There are already too many flags. :slight_smile:

Perhaps a new predicate: strict_string_length/2 (which is a terrible name) and deprecate string_length/2. Also, the documentation for string_length/2 should be clarified (should be: “Number types are first formatted into strings …” instead of “must be”).

IBM Prolog had a syntax for treating a predicate as a function, something like this (I forget the exact syntax and couldn’t find a manual online):

foo(X,Y ) :- bar($plus_one(X), Y).

this was treated in a similar way to how SWI-Prolog expands (.)/2 dict functions, so that the above code would be equivalent to (including possible backtracking):

foo(X,Y) :- plus_one(X, Xplus1), bar(Xplus1, Y).

I think IBM Prolog also allowed registering functions for use with is/2, (<)/2, etc.; and I think that there was a way of handling general arithmetic, something like

foo(X, Y) :- bar($(X+1), Y).

I agree there are too many flags.
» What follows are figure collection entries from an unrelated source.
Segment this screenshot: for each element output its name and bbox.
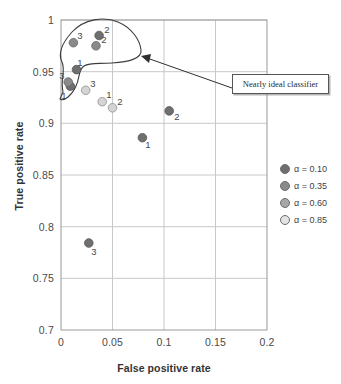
point-label: 1 <box>61 90 66 101</box>
point-label: 3 <box>59 70 64 81</box>
legend-swatch-icon <box>280 164 290 174</box>
legend-item: α = 0.10 <box>280 160 327 177</box>
y-tick-0: 0.7 <box>18 324 54 336</box>
legend-label: α = 0.60 <box>294 198 327 208</box>
point-label: 3 <box>77 30 82 41</box>
x-tick-3: 0.15 <box>205 336 226 348</box>
point-label: 2 <box>174 111 179 122</box>
annotation-callout: Nearly ideal classifier <box>232 74 329 94</box>
legend-item: α = 0.85 <box>280 211 327 228</box>
x-tick-0: 0 <box>58 336 64 348</box>
x-tick-1: 0.05 <box>102 336 123 348</box>
point-label: 1 <box>145 139 150 150</box>
point-label: 3 <box>90 78 95 89</box>
grid-lines <box>61 20 267 330</box>
callout-arrow <box>141 54 232 88</box>
y-tick-5: 0.95 <box>18 66 54 78</box>
point-label: 1 <box>77 57 82 68</box>
legend-swatch-icon <box>280 181 290 191</box>
legend-label: α = 0.85 <box>294 215 327 225</box>
x-axis-title: False positive rate <box>60 362 268 374</box>
x-tick-2: 0.1 <box>156 336 171 348</box>
y-tick-6: 1 <box>18 14 54 26</box>
legend-swatch-icon <box>280 215 290 225</box>
annotation-text: Nearly ideal classifier <box>243 79 318 89</box>
legend-item: α = 0.35 <box>280 177 327 194</box>
x-tick-4: 0.2 <box>259 336 274 348</box>
legend-label: α = 0.35 <box>294 181 327 191</box>
legend-item: α = 0.60 <box>280 194 327 211</box>
point-label: 2 <box>101 34 106 45</box>
y-tick-1: 0.75 <box>18 272 54 284</box>
legend-label: α = 0.10 <box>294 164 327 174</box>
point-label: 1 <box>106 89 111 100</box>
y-axis-title: True positive rate <box>13 106 25 226</box>
legend: α = 0.10 α = 0.35 α = 0.60 α = 0.85 <box>280 160 327 228</box>
roc-scatter-chart: 0 0.05 0.1 0.15 0.2 0.7 0.75 0.8 0.85 0.… <box>0 0 341 384</box>
point-label: 2 <box>117 96 122 107</box>
point-label: 3 <box>91 246 96 257</box>
legend-swatch-icon <box>280 198 290 208</box>
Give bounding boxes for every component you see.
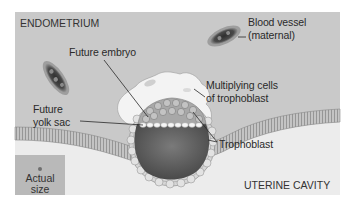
implantation-diagram: ENDOMETRIUM UTERINE CAVITY Blood vessel …: [0, 0, 350, 213]
actual-size-label-line2: size: [15, 184, 65, 195]
multiplying-cells-label-line2: of trophoblast: [206, 92, 268, 104]
trophoblast-label: Trophoblast: [219, 138, 273, 150]
multiplying-cells-label-line1: Multiplying cells: [206, 79, 278, 91]
actual-size-dot: [38, 167, 42, 171]
actual-size-box: Actual size: [15, 155, 65, 195]
uterine-cavity-label: UTERINE CAVITY: [244, 179, 330, 191]
blood-vessel-label-line2: (maternal): [248, 29, 295, 41]
blood-vessel-label-line1: Blood vessel: [248, 16, 306, 28]
future-yolk-sac-label-line2: yolk sac: [33, 116, 70, 128]
future-yolk-sac-label-line1: Future: [33, 103, 63, 115]
future-embryo-label: Future embryo: [69, 46, 136, 58]
endometrium-label: ENDOMETRIUM: [20, 17, 99, 29]
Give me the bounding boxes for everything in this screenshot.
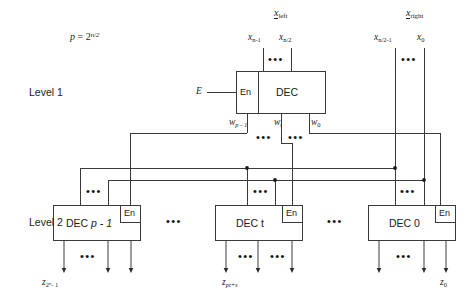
ellipsis-dec0-inputs: ••• — [400, 186, 416, 197]
figure-canvas: p = 2n/2 Level 1 Level 2 xleft xright xn… — [0, 0, 463, 306]
ellipsis-decp-inputs: ••• — [86, 186, 102, 197]
ellipsis-between-decp-dect: ••• — [166, 216, 182, 227]
ellipsis-decp-outputs: ••• — [80, 251, 96, 262]
level-2-caption: Level 2 — [29, 216, 63, 228]
p-formula: p = 2n/2 — [70, 31, 99, 42]
w-t-label: wt — [274, 117, 282, 127]
x-left-vector-subscript: left — [278, 12, 287, 19]
rail-x-right-hi — [80, 168, 395, 205]
w-0-subscript: 0 — [317, 121, 320, 128]
x-bit-n-1-label: xn-1 — [248, 32, 261, 42]
x-bit-0-subscript: 0 — [421, 36, 424, 43]
junction-dec0-hi — [393, 166, 397, 170]
ellipsis-dect-outputs-left: ••• — [238, 251, 254, 262]
z-pt-s-subscript: pt+s — [226, 281, 238, 288]
x-bit-0-label: x0 — [417, 32, 424, 42]
p-formula-lhs: p — [70, 31, 75, 42]
ellipsis-w-left: ••• — [256, 132, 272, 143]
level2-dec-p-1-index: p - 1 — [91, 217, 112, 229]
wire-w-p-1-route — [130, 133, 247, 205]
level2-dec-t-label: DEC t — [236, 217, 264, 229]
ellipsis-dec0-outputs: ••• — [396, 251, 412, 262]
level2-dec-t-index: t — [261, 217, 264, 229]
z-0-label: z0 — [440, 277, 447, 287]
x-bit-n-1-subscript: n-1 — [252, 36, 261, 43]
wiring — [53, 48, 455, 240]
w-p-1-subscript: p - 1 — [235, 121, 247, 128]
level2-dec-p-1-en-label: En — [124, 208, 135, 218]
junction-dect-hi — [245, 166, 249, 170]
wire-w-0-route — [309, 133, 440, 205]
x-bit-n-2-minus-1-subscript: n/2-1 — [378, 36, 392, 43]
x-bit-n-2-minus-1-label: xn/2-1 — [374, 32, 392, 42]
level2-dec-0-index: 0 — [414, 217, 420, 229]
z-2n-1-sub-tail: - 1 — [51, 281, 58, 288]
level2-dec-p-1-name: DEC — [66, 217, 88, 229]
x-bit-n-2-subscript: n/2 — [283, 36, 291, 43]
ellipsis-dect-outputs-right: ••• — [270, 251, 286, 262]
ellipsis-dect-inputs: ••• — [253, 186, 269, 197]
level2-dec-0-name: DEC — [389, 217, 411, 229]
enable-E-label: E — [196, 86, 202, 96]
x-right-vector-label: xright — [406, 7, 423, 18]
w-0-label: w0 — [311, 117, 321, 127]
level2-dec-t-name: DEC — [236, 217, 258, 229]
z-pt-s-label: zpt+s — [222, 277, 238, 287]
junction-dec0-lo — [422, 178, 426, 182]
ellipsis-right-inputs: ••• — [401, 54, 417, 65]
level1-dec-label: DEC — [276, 86, 298, 98]
decoder-block-diagram — [0, 0, 463, 306]
level-1-caption: Level 1 — [29, 86, 63, 98]
x-left-vector-label: xleft — [274, 7, 288, 18]
level1-en-pin-label: En — [240, 87, 251, 97]
wire-w-t-route — [281, 133, 292, 205]
p-formula-exponent: n/2 — [91, 31, 100, 38]
level2-dec-0-en-label: En — [439, 208, 450, 218]
output-arrows — [64, 240, 446, 271]
ellipsis-w-right: ••• — [288, 132, 304, 143]
ellipsis-between-dect-dec0: ••• — [327, 216, 343, 227]
ellipsis-left-inputs: ••• — [268, 54, 284, 65]
junction-dect-lo — [273, 178, 277, 182]
z-2n-1-subscript: 2n- 1 — [46, 281, 58, 288]
w-t-subscript: t — [280, 121, 282, 128]
z-2n-1-label: z2n- 1 — [42, 277, 58, 287]
x-bit-n-2-label: xn/2 — [279, 32, 291, 42]
level2-dec-t-en-label: En — [286, 208, 297, 218]
p-formula-eq: = — [78, 31, 84, 42]
w-p-1-label: wp - 1 — [229, 117, 247, 127]
level2-dec-p-1-label: DEC p - 1 — [66, 217, 112, 229]
x-right-vector-subscript: right — [410, 12, 423, 19]
z-0-subscript: 0 — [444, 281, 447, 288]
level2-dec-0-label: DEC 0 — [389, 217, 420, 229]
In this case a flag is quite appropriate though. There is nothing that needs to change to string_length/2’s behavior except for rejecting a dubious type conversion. People who are ok as is can leave it. If you are not ok, enable the flag, find the issues and use write_length/3. I think that is nicer than adding a predicate with a weird name. I consider this case pretty similar to compiler errors/warnings,

That may be a good idea. I think Ciao has something similar, and probably more systems do. All the logic for functional expansion is present as it is used for dicts. We also know the pitfalls :frowning:

P.s. Pushed an update for the docs.

or just wrap it in a predicate with semantics that suits you.

Interesting thought. We could write a library that wraps predicates to enforce e.g., ISO restrictions, tighter type checks, etc. Nice and with no consequences for the main code base :slight_smile:

Except it got sidetracked in a discussion about string_length :slight_smile:

For motivation, perhaps I should have stuck to the original env('TIMEOUT') example. (Not to mention the builtin roundtoward which necessitates special cases in a few places to handle the rounding mode atom.)